(RSF/IFEX) – Reporters Without Borders is shocked at the Moroccan government’s ban on distribution of the 2 February 2006 issue of the Spanish daily “El Mundo” because it carried an article by dissident Moroccan journalist Ali Lmrabet. “The government will stop at nothing to shut Lmrabet up,” the worldwide press freedom organisation said. “After jailing […]
(RSF/IFEX) – Reporters Without Borders is shocked at the Moroccan government’s ban on distribution of the 2 February 2006 issue of the Spanish daily “El Mundo” because it carried an article by dissident Moroccan journalist Ali Lmrabet.
“The government will stop at nothing to shut Lmrabet up,” the worldwide press freedom organisation said. “After jailing him, harassing him and forbidding him from working as a journalist, it now wants to dissuade the world’s media from giving him a voice.”

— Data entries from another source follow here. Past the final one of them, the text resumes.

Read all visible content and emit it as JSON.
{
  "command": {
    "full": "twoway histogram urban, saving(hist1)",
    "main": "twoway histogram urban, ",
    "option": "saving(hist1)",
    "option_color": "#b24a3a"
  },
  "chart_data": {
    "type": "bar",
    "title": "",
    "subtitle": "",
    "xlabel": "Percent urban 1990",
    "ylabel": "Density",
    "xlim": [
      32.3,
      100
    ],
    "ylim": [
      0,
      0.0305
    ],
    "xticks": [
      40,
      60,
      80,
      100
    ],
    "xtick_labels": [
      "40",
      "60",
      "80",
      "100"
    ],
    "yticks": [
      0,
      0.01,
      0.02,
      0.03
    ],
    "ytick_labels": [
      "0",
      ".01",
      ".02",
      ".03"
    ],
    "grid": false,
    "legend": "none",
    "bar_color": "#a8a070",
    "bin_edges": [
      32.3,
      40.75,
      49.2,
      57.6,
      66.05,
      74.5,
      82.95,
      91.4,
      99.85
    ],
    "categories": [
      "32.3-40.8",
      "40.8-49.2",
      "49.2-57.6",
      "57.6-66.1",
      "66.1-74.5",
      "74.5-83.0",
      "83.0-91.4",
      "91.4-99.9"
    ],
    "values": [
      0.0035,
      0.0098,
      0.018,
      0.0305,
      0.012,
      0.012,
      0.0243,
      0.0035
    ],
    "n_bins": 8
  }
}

Without judging the content of the article, Reporters Without Borders called on the Moroccan authorities to stop banning “El Mundo” or any other Spanish publication and to drop the April 2005 ban on Lmrabet working as a journalist for 10 years.
The Moroccan communications ministry forbade distribution of “El Mundo”, saying it contained an article by Lmrabet “who claims to be the paper’s correspondent in Rabat.” It said he was not accredited with the ministry as a correspondent.

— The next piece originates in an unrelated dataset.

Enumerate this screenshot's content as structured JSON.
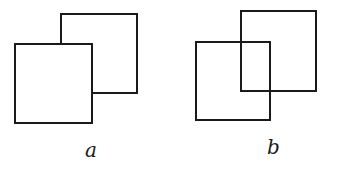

“El Mundo” said it had no obligation to register its correspondents with any ministry, in Morocco or elsewhere.
Lmrabet told Reporters Without Borders that the article which caused the ban said King Mohamed VI had restricted the movements of his mother because she had taken a lover. It quoted a former Moroccan intelligence officer.
Lmrabet called the ban on the paper “grotesque” and said that “even the most repressive regimes that forbid local journalists from writing freely don’t extend the ban to their articles published in other countries.”